Madrid Mayor Carmena: “If I could rewind, I wouldn’t have run for office”
Leftist leader compelled to issue clarification after comments in book spark resignation calls
Madrid Mayor Manuela Carmena has confessed that she feels overwhelmed by the job and regrets having run for office in the first place.
“If I could rewind to last February, I would reassert my initial refusal to run for mayor,” she says in a new book published by journalist Maruja Torres.
Carmena, a 71-year-old former judge with no prior experience in politics, ran for office at the request of Pablo Iglesias, head of emerging leftist party Podemos.
All this is absolutely excessive. I am overwhelmed. I am not happy now, and that’s not good” Madrid Mayor Manuela Carmena
Although she initially turned down the offer, Carmena finally agreed to head a leftist alliance called Ahora Madrid, which includes Podemos.
The municipal elections on May 24 of this year granted a narrow victory to the incumbent Popular Party (PP), but support from the Madrid Socialists allowed Ahora Madrid to take control of the city council. Carmena took her oath of office on June 13.
Five months later, she says she feels “overwhelmed.”
“You end up being less in control of yourself, and become a little more controlled by others,” she tells former EL PAÍS columnist Torres in Manuela Carmena en el diván de Maruja Torres (or, Manuela Carmena on Maruja Torres’ couch), which went on sale on Tuesday.
“It’s too much for me. All this is absolutely excessive. I am overwhelmed. I am not happy now, and that’s not good,” she adds.
The mayor says the only part of the job she really cares about is “improving Madrid” and “the quality of life of Madrileños.”
Carmena says she takes the subway because she believes in being in touch with citizens, and believes that political positions should not be held by professional politicians.

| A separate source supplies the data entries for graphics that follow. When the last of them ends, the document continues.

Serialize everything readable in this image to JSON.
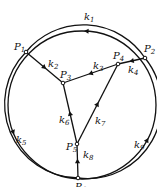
{
  "diagram": {
    "type": "directed-graph",
    "stroke_color": "#111111",
    "background": "#ffffff",
    "circle": {
      "cx": 82,
      "cy": 105,
      "r": 74
    },
    "nodes": [
      {
        "id": "P1",
        "label": "P",
        "sub": "1",
        "x": 26,
        "y": 52,
        "lx": 14,
        "ly": 50
      },
      {
        "id": "P2",
        "label": "P",
        "sub": "2",
        "x": 145,
        "y": 58,
        "lx": 144,
        "ly": 52
      },
      {
        "id": "P3",
        "label": "P",
        "sub": "3",
        "x": 63,
        "y": 83,
        "lx": 60,
        "ly": 78
      },
      {
        "id": "P4",
        "label": "P",
        "sub": "4",
        "x": 118,
        "y": 64,
        "lx": 113,
        "ly": 59
      },
      {
        "id": "P5",
        "label": "P",
        "sub": "5",
        "x": 77,
        "y": 144,
        "lx": 66,
        "ly": 150
      },
      {
        "id": "P6",
        "label": "P",
        "sub": "6",
        "x": 78,
        "y": 178,
        "lx": 75,
        "ly": 190
      }
    ],
    "edges": [
      {
        "id": "k1",
        "label": "k",
        "sub": "1",
        "from": "P2",
        "to": "P1",
        "kind": "arc",
        "lx": 84,
        "ly": 20
      },
      {
        "id": "k2",
        "label": "k",
        "sub": "2",
        "from": "P1",
        "to": "P3",
        "kind": "line",
        "lx": 48,
        "ly": 67
      },
      {
        "id": "k3",
        "label": "k",
        "sub": "3",
        "from": "P4",
        "to": "P3",
        "kind": "line",
        "lx": 93,
        "ly": 69
      },
      {
        "id": "k4",
        "label": "k",
        "sub": "4",
        "from": "P2",
        "to": "P4",
        "kind": "line",
        "lx": 128,
        "ly": 73
      },
      {
        "id": "k5",
        "label": "k",
        "sub": "5",
        "from": "P1",
        "to": "P6",
        "kind": "arc",
        "lx": 16,
        "ly": 143
      },
      {
        "id": "k6",
        "label": "k",
        "sub": "6",
        "from": "P5",
        "to": "P3",
        "kind": "line",
        "lx": 59,
        "ly": 123
      },
      {
        "id": "k7",
        "label": "k",
        "sub": "7",
        "from": "P5",
        "to": "P4",
        "kind": "line",
        "lx": 95,
        "ly": 124
      },
      {
        "id": "k8",
        "label": "k",
        "sub": "8",
        "from": "P6",
        "to": "P5",
        "kind": "line",
        "lx": 83,
        "ly": 158
      },
      {
        "id": "k9",
        "label": "k",
        "sub": "9",
        "from": "P6",
        "to": "P2",
        "kind": "arc",
        "lx": 134,
        "ly": 148
      }
    ]
  }
}
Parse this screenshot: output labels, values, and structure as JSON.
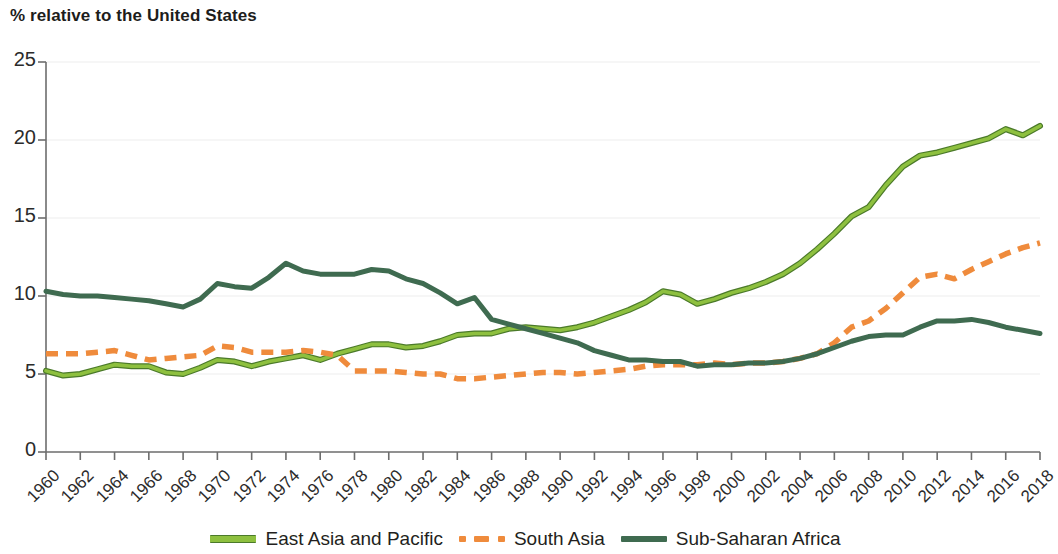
{
  "chart_data": {
    "type": "line",
    "title": "% relative to the United States",
    "xlabel": "",
    "ylabel": "",
    "ylim": [
      0,
      25
    ],
    "xlim": [
      1960,
      2018
    ],
    "yticks": [
      "0",
      "5",
      "10",
      "15",
      "20",
      "25"
    ],
    "ytick_values": [
      0,
      5,
      10,
      15,
      20,
      25
    ],
    "grid": "horizontal",
    "legend_position": "bottom",
    "x": [
      1960,
      1961,
      1962,
      1963,
      1964,
      1965,
      1966,
      1967,
      1968,
      1969,
      1970,
      1971,
      1972,
      1973,
      1974,
      1975,
      1976,
      1977,
      1978,
      1979,
      1980,
      1981,
      1982,
      1983,
      1984,
      1985,
      1986,
      1987,
      1988,
      1989,
      1990,
      1991,
      1992,
      1993,
      1994,
      1995,
      1996,
      1997,
      1998,
      1999,
      2000,
      2001,
      2002,
      2003,
      2004,
      2005,
      2006,
      2007,
      2008,
      2009,
      2010,
      2011,
      2012,
      2013,
      2014,
      2015,
      2016,
      2017,
      2018
    ],
    "xtick_labels": [
      "1960",
      "1962",
      "1964",
      "1966",
      "1968",
      "1970",
      "1972",
      "1974",
      "1976",
      "1978",
      "1980",
      "1982",
      "1984",
      "1986",
      "1988",
      "1990",
      "1992",
      "1994",
      "1996",
      "1998",
      "2000",
      "2002",
      "2004",
      "2006",
      "2008",
      "2010",
      "2012",
      "2014",
      "2016",
      "2018"
    ],
    "series": [
      {
        "name": "East Asia and Pacific",
        "color": "#8ec03f",
        "edge_color": "#4b7a2a",
        "style": "solid",
        "values": [
          5.2,
          4.9,
          5.0,
          5.3,
          5.6,
          5.5,
          5.5,
          5.1,
          5.0,
          5.4,
          5.9,
          5.8,
          5.5,
          5.8,
          6.0,
          6.2,
          5.9,
          6.3,
          6.6,
          6.9,
          6.9,
          6.7,
          6.8,
          7.1,
          7.5,
          7.6,
          7.6,
          7.9,
          8.0,
          7.9,
          7.8,
          8.0,
          8.3,
          8.7,
          9.1,
          9.6,
          10.3,
          10.1,
          9.5,
          9.8,
          10.2,
          10.5,
          10.9,
          11.4,
          12.1,
          13.0,
          14.0,
          15.1,
          15.7,
          17.1,
          18.3,
          19.0,
          19.2,
          19.5,
          19.8,
          20.1,
          20.7,
          20.3,
          20.9
        ]
      },
      {
        "name": "South Asia",
        "color": "#ef8b3c",
        "edge_color": "#ef8b3c",
        "style": "dashed",
        "values": [
          6.3,
          6.3,
          6.3,
          6.4,
          6.5,
          6.2,
          5.9,
          6.0,
          6.1,
          6.2,
          6.8,
          6.7,
          6.4,
          6.4,
          6.4,
          6.5,
          6.4,
          6.2,
          5.2,
          5.2,
          5.2,
          5.1,
          5.0,
          5.0,
          4.7,
          4.7,
          4.8,
          4.9,
          5.0,
          5.1,
          5.1,
          5.0,
          5.1,
          5.2,
          5.3,
          5.5,
          5.6,
          5.6,
          5.6,
          5.7,
          5.6,
          5.7,
          5.7,
          5.8,
          6.0,
          6.3,
          7.0,
          8.0,
          8.4,
          9.2,
          10.2,
          11.2,
          11.4,
          11.1,
          11.7,
          12.2,
          12.7,
          13.1,
          13.4
        ]
      },
      {
        "name": "Sub-Saharan Africa",
        "color": "#3f6b50",
        "edge_color": "#3f6b50",
        "style": "solid",
        "values": [
          10.3,
          10.1,
          10.0,
          10.0,
          9.9,
          9.8,
          9.7,
          9.5,
          9.3,
          9.8,
          10.8,
          10.6,
          10.5,
          11.2,
          12.1,
          11.6,
          11.4,
          11.4,
          11.4,
          11.7,
          11.6,
          11.1,
          10.8,
          10.2,
          9.5,
          9.9,
          8.5,
          8.2,
          7.9,
          7.6,
          7.3,
          7.0,
          6.5,
          6.2,
          5.9,
          5.9,
          5.8,
          5.8,
          5.5,
          5.6,
          5.6,
          5.7,
          5.7,
          5.8,
          6.0,
          6.3,
          6.7,
          7.1,
          7.4,
          7.5,
          7.5,
          8.0,
          8.4,
          8.4,
          8.5,
          8.3,
          8.0,
          7.8,
          7.6
        ]
      }
    ]
  },
  "legend": [
    {
      "label": "East Asia and Pacific",
      "icon": "line-swatch-solid"
    },
    {
      "label": "South Asia",
      "icon": "line-swatch-dashed"
    },
    {
      "label": "Sub-Saharan Africa",
      "icon": "line-swatch-solid"
    }
  ]
}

In her conversations with Torres, Carmena discusses politics but also her family, her origins, and her thoughts on feminism, makeup and sex, noting “the large amount of pleasure to be had without penetration.”
Carmena now “happy”
By midday on Tuesday, the statements made in the book had caused such a reaction that Carmena felt compelled to issue a statement on Facebook asserting that she is “very happy and satisfied” as mayor of Madrid.
The book, she explains, “reflects thoughts I had last summer, when my family vacation was being subjected to public scrutiny.”
In August of last year, photos of Carmena on vacation in Cádiz, in the south of Spain, were splashed on the front cover of the Spanish daily La Razón. The accompanying story detailed the cost of the property in which the Madrid mayor was staying: €4,000 a week. Carmena later clarified that the cost had been shared by the eight people who were staying there together.
“Of course I sometimes miss my heavenly retirement, and some moments have been tough, but the bottom line is positive: I am very happy and satisfied with the work we are doing in Madrid City Hall, and I know we will do a lot more good work in the coming three and a half years,” she added in the Facebook statement on Tuesday.
The Madrid councilor for citizen participation and transparency affairs, Percival Manglano of the PP, had called on Carmena to step down if she harbors any doubts or prefers “her own happiness over her responsibility.”
English version by Susana Urra.
A rocky road in office
The Carmena administration has already faced a number of crises. Just hours into the job, it emerged that the new culture and sports councilor, Guillermo Zapata, had tweeted offensive messages in 2011 making fun of the Holocaust and of victims of ETA terrorism. Zapata resigned 48 hours later.
Just a few days later, a Tax Agency report analyzing the economic measures proposed by Carmena concluded that some of her ideas were "nonsense," others violated existing legislation, and yet others would sink Spain into bankruptcy. Since then, the mayor has backtracked on her idea for a municipal public bank.
In mid-July, the opposition called on the mayor to shut down a new official website aimed at "correcting" the media's coverage of city affairs.